Suspect shot dead one mile away from Republican National Convention

By 
 July 17, 2024

A man with a knife was shot dead just one mile from the Republican National Convention in Milwaukee on Tuesday.

The nation has been on edge following the attempted assassination of President Trump, but the incident in Milwaukee Tuesday appears to have no relation to the convention. Instead, it appears to be another day of random violence in a city run by liberals.

The man who was shot Tuesday, 43-year-old Samuel Sharpe, was living in a homeless encampment about a mile from the convention, in the King Park area.

Shooting outside RNC

A group of out-of-state officers from Columbus, Ohio, who were providing security for the convention, shot Sharpe dead when he brandished a pair of knives at another man.

The cops released a bodycam video that showed the officers running toward the suspect and telling him to drop his weapons. He ignored their commands and charged toward another man, who was unarmed, prompting officers to fire their weapons.

You can guess what happened next. Lefties descended on the scene to try to make the suspect into the next George Floyd.

Local bums in the area say the man's life could have been saved if the local police had responded to the dangerous scene instead. They say the homeless encampment is familiar to the local cops by now.

The Milwaukee Police chief has defended the response from the officers, who after all were just trying to save someone from being carved up like a Thanksgiving turkey.

"This is a situation where somebody’s life was in immediate danger,” Milwaukee Chief Jeffrey Norman said.

RNC highlights crime

The shooting was grimly appropriate context for the convention, which had a theme of crime and public safety on Tuesday. Several of the speakers were crime victims impacted by liberal soft-on-crime policies.

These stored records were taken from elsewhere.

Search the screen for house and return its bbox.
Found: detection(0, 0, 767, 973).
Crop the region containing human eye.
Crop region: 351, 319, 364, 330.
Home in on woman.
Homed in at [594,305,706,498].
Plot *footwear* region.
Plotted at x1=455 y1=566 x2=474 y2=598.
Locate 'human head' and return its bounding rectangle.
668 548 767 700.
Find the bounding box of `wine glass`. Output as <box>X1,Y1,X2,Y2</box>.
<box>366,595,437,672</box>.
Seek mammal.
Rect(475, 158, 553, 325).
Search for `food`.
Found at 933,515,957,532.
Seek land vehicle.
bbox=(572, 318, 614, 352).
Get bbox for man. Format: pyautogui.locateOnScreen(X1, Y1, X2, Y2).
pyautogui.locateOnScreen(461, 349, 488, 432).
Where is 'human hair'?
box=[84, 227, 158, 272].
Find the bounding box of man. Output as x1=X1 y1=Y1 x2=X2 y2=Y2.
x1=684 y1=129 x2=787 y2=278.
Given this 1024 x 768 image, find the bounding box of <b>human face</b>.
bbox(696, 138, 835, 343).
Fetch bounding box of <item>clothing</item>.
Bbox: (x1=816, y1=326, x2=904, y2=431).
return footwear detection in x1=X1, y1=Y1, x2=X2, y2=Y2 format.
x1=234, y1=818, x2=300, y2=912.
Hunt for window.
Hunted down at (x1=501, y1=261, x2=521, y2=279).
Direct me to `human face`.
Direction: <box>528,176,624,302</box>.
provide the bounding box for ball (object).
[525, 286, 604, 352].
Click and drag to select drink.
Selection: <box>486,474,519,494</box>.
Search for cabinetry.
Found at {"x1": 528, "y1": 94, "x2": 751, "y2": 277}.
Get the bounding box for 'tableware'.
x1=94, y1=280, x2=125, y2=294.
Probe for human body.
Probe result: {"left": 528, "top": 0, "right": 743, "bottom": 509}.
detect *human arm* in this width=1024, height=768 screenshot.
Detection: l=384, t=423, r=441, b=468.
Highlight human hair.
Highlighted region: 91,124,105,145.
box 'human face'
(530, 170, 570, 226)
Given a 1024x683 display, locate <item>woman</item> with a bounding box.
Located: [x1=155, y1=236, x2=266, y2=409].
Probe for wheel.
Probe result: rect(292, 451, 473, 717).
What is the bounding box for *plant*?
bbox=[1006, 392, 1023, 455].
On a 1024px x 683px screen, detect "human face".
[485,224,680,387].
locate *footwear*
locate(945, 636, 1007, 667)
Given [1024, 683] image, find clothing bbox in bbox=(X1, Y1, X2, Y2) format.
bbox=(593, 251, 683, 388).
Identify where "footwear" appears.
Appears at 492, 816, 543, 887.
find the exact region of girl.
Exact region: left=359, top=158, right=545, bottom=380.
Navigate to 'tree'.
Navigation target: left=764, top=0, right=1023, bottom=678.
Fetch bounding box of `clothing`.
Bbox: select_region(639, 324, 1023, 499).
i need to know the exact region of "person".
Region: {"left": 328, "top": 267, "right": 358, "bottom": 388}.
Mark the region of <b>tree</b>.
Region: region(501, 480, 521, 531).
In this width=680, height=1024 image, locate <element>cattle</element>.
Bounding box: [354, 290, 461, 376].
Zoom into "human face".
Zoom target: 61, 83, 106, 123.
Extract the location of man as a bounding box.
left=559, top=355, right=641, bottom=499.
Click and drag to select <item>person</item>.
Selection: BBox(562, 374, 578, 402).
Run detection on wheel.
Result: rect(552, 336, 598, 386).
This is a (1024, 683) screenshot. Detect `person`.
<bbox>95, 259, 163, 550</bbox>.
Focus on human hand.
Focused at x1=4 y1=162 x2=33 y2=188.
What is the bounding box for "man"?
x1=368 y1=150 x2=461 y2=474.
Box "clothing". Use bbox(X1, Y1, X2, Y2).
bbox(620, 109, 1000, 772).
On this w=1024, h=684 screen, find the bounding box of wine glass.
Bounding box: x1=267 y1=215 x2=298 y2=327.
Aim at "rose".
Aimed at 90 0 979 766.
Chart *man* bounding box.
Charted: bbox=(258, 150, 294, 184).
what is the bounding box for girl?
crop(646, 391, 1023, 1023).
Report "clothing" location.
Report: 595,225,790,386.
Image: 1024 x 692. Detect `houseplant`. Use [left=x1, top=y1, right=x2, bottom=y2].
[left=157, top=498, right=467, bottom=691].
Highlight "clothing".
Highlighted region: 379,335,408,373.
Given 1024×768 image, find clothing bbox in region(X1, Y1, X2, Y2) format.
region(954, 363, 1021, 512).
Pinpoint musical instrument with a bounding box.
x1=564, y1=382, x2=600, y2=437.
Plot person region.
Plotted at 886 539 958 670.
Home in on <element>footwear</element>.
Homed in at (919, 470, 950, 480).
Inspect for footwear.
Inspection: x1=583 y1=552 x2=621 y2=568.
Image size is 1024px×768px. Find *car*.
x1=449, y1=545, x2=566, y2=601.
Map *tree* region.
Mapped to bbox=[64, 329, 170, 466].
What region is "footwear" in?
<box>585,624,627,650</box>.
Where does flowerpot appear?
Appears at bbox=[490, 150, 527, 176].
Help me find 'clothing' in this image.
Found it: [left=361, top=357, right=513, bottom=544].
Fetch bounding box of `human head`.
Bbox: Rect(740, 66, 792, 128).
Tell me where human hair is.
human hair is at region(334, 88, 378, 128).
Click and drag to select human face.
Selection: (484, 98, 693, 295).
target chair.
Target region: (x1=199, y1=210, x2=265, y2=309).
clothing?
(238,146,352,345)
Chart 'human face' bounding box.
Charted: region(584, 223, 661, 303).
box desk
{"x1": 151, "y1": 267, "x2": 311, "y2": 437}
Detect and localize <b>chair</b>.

A New York mother, Madeline Brame, gave a powerful speech denouncing prosecutor Alvin Bragg for failing to punish the murderers who killed her son, an Afghanistan war veteran. Prosecutors like Bragg have "turned our great country and cities into war zones," she said.

While law-abiding people continue to suffer from this senseless chaos, criminals and bums are the ones feeling liberated.

A friend of the suspect who was killed Tuesday, Edward Watkins, said the suspect heard "voices" and that they enjoyed smoking crack together.

“That’s what we love to do. When we’re in Tent City, we feel we’re free,” Watkins said.

" A free people [claim] their rights, as derived from the laws of nature."